Prototype Photos
Prototype A
Prototype B
We used a small notebook as a physical prop to represent an android phone.
We taped paper version of the phone to it and we were swapping small sheets of paper. Here, the home screen is shown.
If a user selects any of the channels, the screen slides left and one the four screens comes in its place (depending on which channel they selected)
In the new screen, the user sees thumbnail plots of the channel's components on the left and some statistics about the components (mean, variance, last value).
From the main screen the users also have the ability to click on the "Custom Plot" button which again will slide left the screen and let them create the custom plot. They can set the name of the custom plot (which is automatically hinted unless they change it) to something they want and they can select components from different channels. Each component would appear with its own color and connector line, and these will be shown immediately in the plot.
Another feature we decided to add was the ability to publish messages on a channel. Whenever they have opened a specific channel, they can tap the publish button next to the channel name and again a sliding animation will present them with a new screen on the right.
In it, the specific channel on which they want to publish is shown and they can use a starting template (since sometimes the values in a channel may look like arbitrary real numbers from a human perspective). There are two types of starting templates ( the last on the channel and the last one the user published) for two types of uses. The values are setup via text fields using the on-screen keyboard.
TODO upload photos to the wiki
Briefing
Hi,
Our project is a robotic system monitor on a mobile device ( we chose Android ).
Every robot is in some sense a computer which runs multiple processes such as sensors, logical units and actuators. These processes communicate with each other usually via a shared medium.
In the specific types of systems that we consider the communications happens on different channels, and every process can decide whether to publish or subscribe to any channels.
There are messages sent on every channel, where each message is a certain data structure - different for every channel.
The purpose of our interface is to allow the user to observe the data flowing on these channels as well as to allow the ability to publish messages in order to alter the robot state.
Tasks
Before the first task we showed the users the storyline.
Task 1: Debugging the robot
Use the interface to find what is wrong with the robot.
(successful completion of this task means that the user have found the plot of the POSITION channel and it has sharp discontinuity - a bug)
Task 2: Plot multiple graphs on the same plot
Combine all the POSITION channel fields in one figure.
Task 3: Publish a message on a channel
Publish a new waypoint at x=10.5 y=0
Observations
User 1 (Wednesday)
Our first user was confused about the whole storyline and only completed the first task. We probably didn't do very good job explaining the domain.
Drop-down menus suck - it is hard to figure out what they mean.
If we have several drop-down menues with dependencies (i.e. you set the first one and the options in the second change) there needs to be something to
User 2 (Wednesday)
User 3 (Friday)
We felt this user was closest to potential users of the application because she understood the semantics of the scenario.
User 4 (Friday)
Prototype iteration
We actually started with two prototypes. We took the two most diverse designs from GR2 and each of team created a prototype around each design. Each team member implemented a prototype, the design for which was proposed by the other team member - this way we better understood each other's ideas and we able to avoid emotional attachment to specific features in the desings.
Our iteration cosists of merging the ideas that we found work in each prototype after the in-class testing.
Discussion
We are targeting a pretty narrow user base (robotics researchers and UROPS), so one of our biggest hurdles in this stage was grounding the subject users in the task domain. In order for a user to operate our interface they'd need to have a certain background which cannot fully and deeply be explained in 5 minutes.
We also discovered that it is pretty hard to create affordances in paper prototypes with low fidelity of look. Good mobile interfaces heavily rely on such cues and techniques in order to stand out. In short - paper prototype is still useful for brainstorming design ideas for mobile interfaces but we believe that the gap between paper prototype and pixel-perfect prototypes is significant.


| Work instruction |
What you return must match the data below exactly, minus any pictures.

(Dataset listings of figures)
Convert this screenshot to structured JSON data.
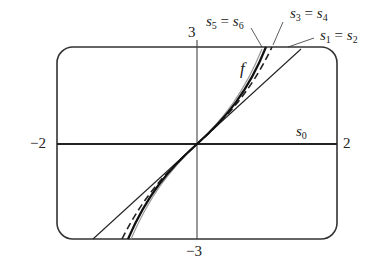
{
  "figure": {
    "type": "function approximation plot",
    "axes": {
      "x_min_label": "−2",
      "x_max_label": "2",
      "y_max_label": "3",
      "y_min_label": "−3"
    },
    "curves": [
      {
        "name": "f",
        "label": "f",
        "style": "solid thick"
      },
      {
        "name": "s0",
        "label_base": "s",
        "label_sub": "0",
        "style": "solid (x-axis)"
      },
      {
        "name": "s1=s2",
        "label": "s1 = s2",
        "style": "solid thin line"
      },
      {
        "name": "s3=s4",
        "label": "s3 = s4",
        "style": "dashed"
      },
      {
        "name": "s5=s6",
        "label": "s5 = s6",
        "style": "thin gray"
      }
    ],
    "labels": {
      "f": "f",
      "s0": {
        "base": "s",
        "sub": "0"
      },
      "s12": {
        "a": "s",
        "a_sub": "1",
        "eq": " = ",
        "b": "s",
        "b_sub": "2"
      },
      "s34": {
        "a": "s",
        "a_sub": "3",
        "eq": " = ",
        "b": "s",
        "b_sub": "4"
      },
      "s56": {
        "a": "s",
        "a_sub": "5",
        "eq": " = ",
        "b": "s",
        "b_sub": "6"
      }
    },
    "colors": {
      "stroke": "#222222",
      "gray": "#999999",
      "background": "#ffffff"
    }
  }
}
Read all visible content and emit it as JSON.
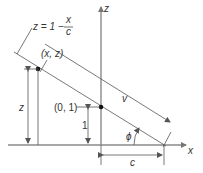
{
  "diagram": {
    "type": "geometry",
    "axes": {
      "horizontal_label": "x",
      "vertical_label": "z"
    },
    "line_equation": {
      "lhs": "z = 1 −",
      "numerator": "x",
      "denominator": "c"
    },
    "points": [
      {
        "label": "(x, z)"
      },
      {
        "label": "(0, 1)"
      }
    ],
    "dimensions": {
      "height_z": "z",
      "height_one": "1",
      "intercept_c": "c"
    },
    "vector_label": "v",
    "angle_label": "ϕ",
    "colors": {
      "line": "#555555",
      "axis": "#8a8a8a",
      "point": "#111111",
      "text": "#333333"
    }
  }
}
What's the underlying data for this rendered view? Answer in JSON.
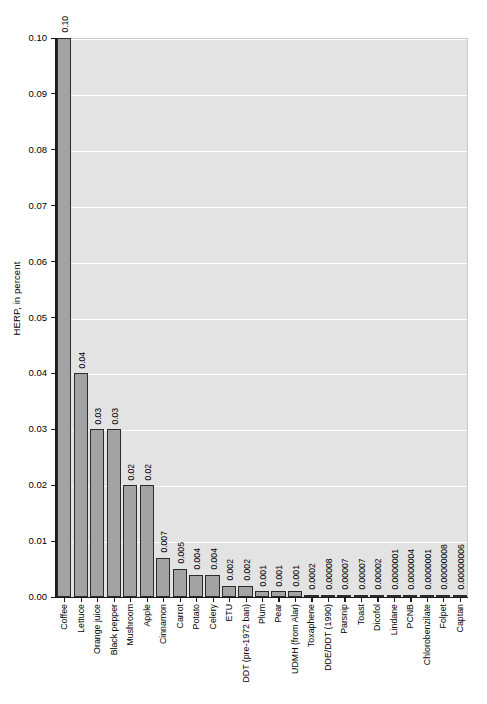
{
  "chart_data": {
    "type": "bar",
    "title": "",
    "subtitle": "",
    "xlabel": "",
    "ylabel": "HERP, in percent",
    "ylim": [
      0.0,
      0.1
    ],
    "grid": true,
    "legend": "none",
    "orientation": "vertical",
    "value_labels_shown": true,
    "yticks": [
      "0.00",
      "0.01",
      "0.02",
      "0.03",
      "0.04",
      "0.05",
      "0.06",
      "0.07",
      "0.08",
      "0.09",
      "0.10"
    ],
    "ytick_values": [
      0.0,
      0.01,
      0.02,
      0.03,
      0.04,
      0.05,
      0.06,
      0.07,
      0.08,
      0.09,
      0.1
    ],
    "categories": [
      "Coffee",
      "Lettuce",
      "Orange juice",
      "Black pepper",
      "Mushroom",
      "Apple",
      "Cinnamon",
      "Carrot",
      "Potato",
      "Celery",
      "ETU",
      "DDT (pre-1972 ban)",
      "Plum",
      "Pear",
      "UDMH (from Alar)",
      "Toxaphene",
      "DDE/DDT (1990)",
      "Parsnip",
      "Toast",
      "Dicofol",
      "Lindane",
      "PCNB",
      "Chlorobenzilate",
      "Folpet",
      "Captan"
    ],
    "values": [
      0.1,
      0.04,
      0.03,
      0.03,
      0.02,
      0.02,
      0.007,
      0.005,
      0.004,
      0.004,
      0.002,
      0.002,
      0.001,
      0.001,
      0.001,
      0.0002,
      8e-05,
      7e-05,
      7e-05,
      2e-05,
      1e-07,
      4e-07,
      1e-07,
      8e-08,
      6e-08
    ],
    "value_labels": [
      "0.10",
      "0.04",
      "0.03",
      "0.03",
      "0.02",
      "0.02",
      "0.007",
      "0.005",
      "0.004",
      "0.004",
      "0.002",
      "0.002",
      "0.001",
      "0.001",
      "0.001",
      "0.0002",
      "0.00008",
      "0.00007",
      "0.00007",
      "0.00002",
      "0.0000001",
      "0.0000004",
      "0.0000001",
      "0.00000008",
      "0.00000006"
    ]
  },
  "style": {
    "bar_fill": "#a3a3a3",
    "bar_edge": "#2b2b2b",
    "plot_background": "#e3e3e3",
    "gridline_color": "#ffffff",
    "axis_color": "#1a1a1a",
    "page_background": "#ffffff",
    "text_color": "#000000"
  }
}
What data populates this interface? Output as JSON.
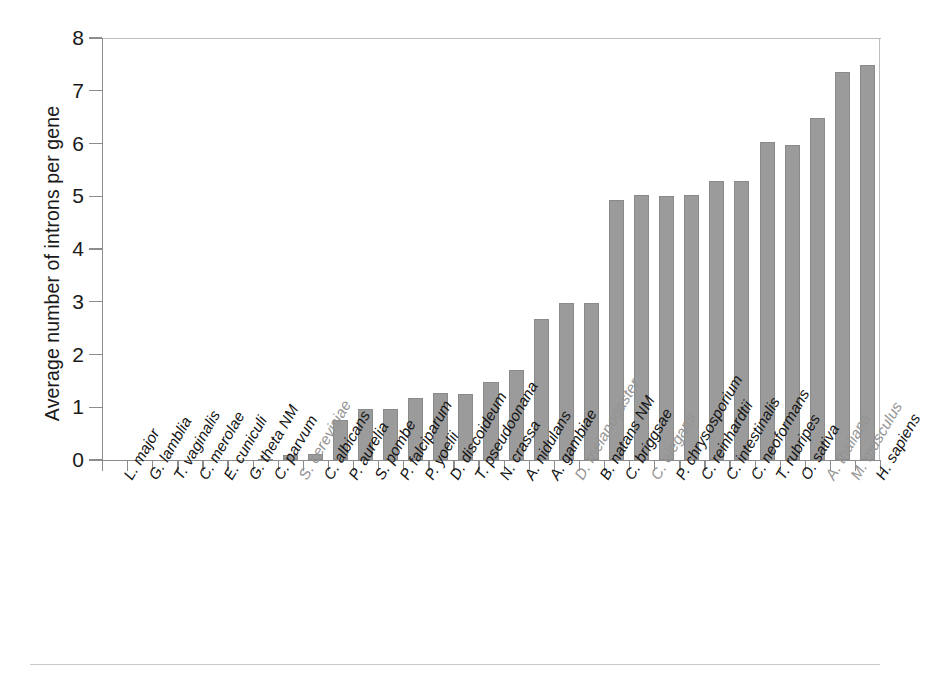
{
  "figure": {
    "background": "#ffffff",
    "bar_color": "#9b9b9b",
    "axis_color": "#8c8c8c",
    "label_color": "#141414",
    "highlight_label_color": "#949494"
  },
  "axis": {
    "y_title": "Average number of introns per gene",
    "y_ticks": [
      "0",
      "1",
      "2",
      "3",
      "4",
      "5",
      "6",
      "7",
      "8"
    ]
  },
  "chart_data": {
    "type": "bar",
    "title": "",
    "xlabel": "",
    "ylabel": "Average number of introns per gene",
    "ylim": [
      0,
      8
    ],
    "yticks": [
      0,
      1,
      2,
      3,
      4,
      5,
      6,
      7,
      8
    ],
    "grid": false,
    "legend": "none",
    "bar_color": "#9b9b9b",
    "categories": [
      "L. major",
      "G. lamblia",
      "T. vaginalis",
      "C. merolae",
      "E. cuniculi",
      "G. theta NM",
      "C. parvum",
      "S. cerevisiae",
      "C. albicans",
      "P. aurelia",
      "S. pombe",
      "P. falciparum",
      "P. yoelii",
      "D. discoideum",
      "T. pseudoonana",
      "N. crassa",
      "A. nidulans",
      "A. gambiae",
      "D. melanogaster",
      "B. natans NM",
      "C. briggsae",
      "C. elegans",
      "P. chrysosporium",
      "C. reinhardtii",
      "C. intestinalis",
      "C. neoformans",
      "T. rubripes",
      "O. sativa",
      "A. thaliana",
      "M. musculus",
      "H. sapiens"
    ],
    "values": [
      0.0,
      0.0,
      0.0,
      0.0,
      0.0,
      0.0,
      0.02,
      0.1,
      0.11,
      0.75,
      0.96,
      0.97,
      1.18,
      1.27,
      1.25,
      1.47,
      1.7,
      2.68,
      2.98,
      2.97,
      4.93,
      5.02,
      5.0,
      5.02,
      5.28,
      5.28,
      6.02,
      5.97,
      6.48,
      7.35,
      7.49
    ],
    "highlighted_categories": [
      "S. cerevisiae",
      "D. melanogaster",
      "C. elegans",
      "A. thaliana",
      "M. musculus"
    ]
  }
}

| Answer space |
Convert this screenshot to structured JSON data.
{
  "figure": {
    "type": "function approximation plot",
    "axes": {
      "x_min_label": "−2",
      "x_max_label": "2",
      "y_max_label": "3",
      "y_min_label": "−3"
    },
    "curves": [
      {
        "name": "f",
        "label": "f",
        "style": "solid thick"
      },
      {
        "name": "s0",
        "label_base": "s",
        "label_sub": "0",
        "style": "solid (x-axis)"
      },
      {
        "name": "s1=s2",
        "label": "s1 = s2",
        "style": "solid thin line"
      },
      {
        "name": "s3=s4",
        "label": "s3 = s4",
        "style": "dashed"
      },
      {
        "name": "s5=s6",
        "label": "s5 = s6",
        "style": "thin gray"
      }
    ],
    "labels": {
      "f": "f",
      "s0": {
        "base": "s",
        "sub": "0"
      },
      "s12": {
        "a": "s",
        "a_sub": "1",
        "eq": " = ",
        "b": "s",
        "b_sub": "2"
      },
      "s34": {
        "a": "s",
        "a_sub": "3",
        "eq": " = ",
        "b": "s",
        "b_sub": "4"
      },
      "s56": {
        "a": "s",
        "a_sub": "5",
        "eq": " = ",
        "b": "s",
        "b_sub": "6"
      }
    },
    "colors": {
      "stroke": "#222222",
      "gray": "#999999",
      "background": "#ffffff"
    }
  }
}
Read all visible content and emit it as JSON.
{
  "diagram": {
    "type": "geometry",
    "axes": {
      "horizontal_label": "x",
      "vertical_label": "z"
    },
    "line_equation": {
      "lhs": "z = 1 −",
      "numerator": "x",
      "denominator": "c"
    },
    "points": [
      {
        "label": "(x, z)"
      },
      {
        "label": "(0, 1)"
      }
    ],
    "dimensions": {
      "height_z": "z",
      "height_one": "1",
      "intercept_c": "c"
    },
    "vector_label": "v",
    "angle_label": "ϕ",
    "colors": {
      "line": "#555555",
      "axis": "#8a8a8a",
      "point": "#111111",
      "text": "#333333"
    }
  }
}
What's the underlying data for this rendered view? Answer in JSON.
{
  "chart_data": {
    "type": "bar",
    "title": "",
    "subtitle": "",
    "xlabel": "",
    "ylabel": "HERP, in percent",
    "ylim": [
      0.0,
      0.1
    ],
    "grid": true,
    "legend": "none",
    "orientation": "vertical",
    "value_labels_shown": true,
    "yticks": [
      "0.00",
      "0.01",
      "0.02",
      "0.03",
      "0.04",
      "0.05",
      "0.06",
      "0.07",
      "0.08",
      "0.09",
      "0.10"
    ],
    "ytick_values": [
      0.0,
      0.01,
      0.02,
      0.03,
      0.04,
      0.05,
      0.06,
      0.07,
      0.08,
      0.09,
      0.1
    ],
    "categories": [
      "Coffee",
      "Lettuce",
      "Orange juice",
      "Black pepper",
      "Mushroom",
      "Apple",
      "Cinnamon",
      "Carrot",
      "Potato",
      "Celery",
      "ETU",
      "DDT (pre-1972 ban)",
      "Plum",
      "Pear",
      "UDMH (from Alar)",
      "Toxaphene",
      "DDE/DDT (1990)",
      "Parsnip",
      "Toast",
      "Dicofol",
      "Lindane",
      "PCNB",
      "Chlorobenzilate",
      "Folpet",
      "Captan"
    ],
    "values": [
      0.1,
      0.04,
      0.03,
      0.03,
      0.02,
      0.02,
      0.007,
      0.005,
      0.004,
      0.004,
      0.002,
      0.002,
      0.001,
      0.001,
      0.001,
      0.0002,
      8e-05,
      7e-05,
      7e-05,
      2e-05,
      1e-07,
      4e-07,
      1e-07,
      8e-08,
      6e-08
    ],
    "value_labels": [
      "0.10",
      "0.04",
      "0.03",
      "0.03",
      "0.02",
      "0.02",
      "0.007",
      "0.005",
      "0.004",
      "0.004",
      "0.002",
      "0.002",
      "0.001",
      "0.001",
      "0.001",
      "0.0002",
      "0.00008",
      "0.00007",
      "0.00007",
      "0.00002",
      "0.0000001",
      "0.0000004",
      "0.0000001",
      "0.00000008",
      "0.00000006"
    ]
  },
  "style": {
    "bar_fill": "#a3a3a3",
    "bar_edge": "#2b2b2b",
    "plot_background": "#e3e3e3",
    "gridline_color": "#ffffff",
    "axis_color": "#1a1a1a",
    "page_background": "#ffffff",
    "text_color": "#000000"
  }
}
What data populates this interface? Output as JSON.
{
  "figure": {
    "background": "#ffffff",
    "bar_color": "#9b9b9b",
    "axis_color": "#8c8c8c",
    "label_color": "#141414",
    "highlight_label_color": "#949494"
  },
  "axis": {
    "y_title": "Average number of introns per gene",
    "y_ticks": [
      "0",
      "1",
      "2",
      "3",
      "4",
      "5",
      "6",
      "7",
      "8"
    ]
  },
  "chart_data": {
    "type": "bar",
    "title": "",
    "xlabel": "",
    "ylabel": "Average number of introns per gene",
    "ylim": [
      0,
      8
    ],
    "yticks": [
      0,
      1,
      2,
      3,
      4,
      5,
      6,
      7,
      8
    ],
    "grid": false,
    "legend": "none",
    "bar_color": "#9b9b9b",
    "categories": [
      "L. major",
      "G. lamblia",
      "T. vaginalis",
      "C. merolae",
      "E. cuniculi",
      "G. theta NM",
      "C. parvum",
      "S. cerevisiae",
      "C. albicans",
      "P. aurelia",
      "S. pombe",
      "P. falciparum",
      "P. yoelii",
      "D. discoideum",
      "T. pseudoonana",
      "N. crassa",
      "A. nidulans",
      "A. gambiae",
      "D. melanogaster",
      "B. natans NM",
      "C. briggsae",
      "C. elegans",
      "P. chrysosporium",
      "C. reinhardtii",
      "C. intestinalis",
      "C. neoformans",
      "T. rubripes",
      "O. sativa",
      "A. thaliana",
      "M. musculus",
      "H. sapiens"
    ],
    "values": [
      0.0,
      0.0,
      0.0,
      0.0,
      0.0,
      0.0,
      0.02,
      0.1,
      0.11,
      0.75,
      0.96,
      0.97,
      1.18,
      1.27,
      1.25,
      1.47,
      1.7,
      2.68,
      2.98,
      2.97,
      4.93,
      5.02,
      5.0,
      5.02,
      5.28,
      5.28,
      6.02,
      5.97,
      6.48,
      7.35,
      7.49
    ],
    "highlighted_categories": [
      "S. cerevisiae",
      "D. melanogaster",
      "C. elegans",
      "A. thaliana",
      "M. musculus"
    ]
  }
}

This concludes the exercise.